SAN ANTONIO - Lawmakers were set to put millions of your taxpayer dollars toward take-home DNA kits, meant to help find your child if they ever went missing. But as the session drew to a close, funding was eliminated. This comes after reports that the kits haven't helped find anyone.
The kits were handed out in districts across Texas, offering a fingerprint card, a place for saliva DNA, and medical history. A law passed in 2021 required the Texas Education Agency, or TEA, to have these kits available for school districts.
A spokesperson tells us TEA didn't directly purchase the kits, but helped pass the money through to a grant recipient, the Safety Blitz Foundation. More than $5.7 million was put toward buying them.
"When a family member is missing, they can't sleep, they can't eat, they can't work..." said Dottie Laster, a longtime advocate for missing children. "Every second, they have to know they're doing everything they can to find their loved one."
Laster has spent most of her career helping families in their worst moments. She spent more than two years leading the Heidi Search Center in San Antonio, and now works as a consultant for Trafficking Victim Rescue Central, LLC.
"The person missing, of course, whatever happened to them is bad. But the exponential effect to the community is endless," Laster said.

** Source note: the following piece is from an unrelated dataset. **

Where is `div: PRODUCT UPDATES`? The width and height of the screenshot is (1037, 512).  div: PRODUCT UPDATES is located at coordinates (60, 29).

That's why she says she was angry to hear the funding for child identification kits was pulled from the state budget.
"We're not a poor state. We have money for what we care about. And repeatedly, I see that we don't care about our children," Laster told us Friday.
These kits were free to families. We spoke with Rose Garcia, Director of Guidance and North East ISD as they handed out the envelopes to families last year.
"It is not something that's mandated that all students have to do, it's just something to be made available to parents in case they would like to have this for your child," Garcia said.
A TEA spokesperson tells us another source of funding hasn't been identified. That leaves districts in limbo.
Northside ISD tells us they distributed the kits to parents who wanted them this year, but now, they're assessing how to move forward.
If you're wanting a DNA kit for your child, there are more options available. Child Safe Kit offers similar kits for free. National Night Out has boxes of the same kits given out in schools for sale in increments of 100.
Laster also created a digital kit for parents to use, listing their usernames, gamer tags, and electronic devices.
"Because if they go missing in 2023, it's more times than not due to some interaction online," Laster said.
The resource is available for free here on the Trafficking Victim Rescue Central website.
"Many times we got them back because of it," she says of the completed forms.
Laster also says having an updated, unfiltered, solo photo of your child is one of the most beneficial things you can give to an investigator.
"They might be making silly faces, or other things that make someone that doesn't know them, unable to recognize them. And we came across that many times. They either had blurry photos, or old photos, and so that information you have along with current, updated photos really important," Laster said.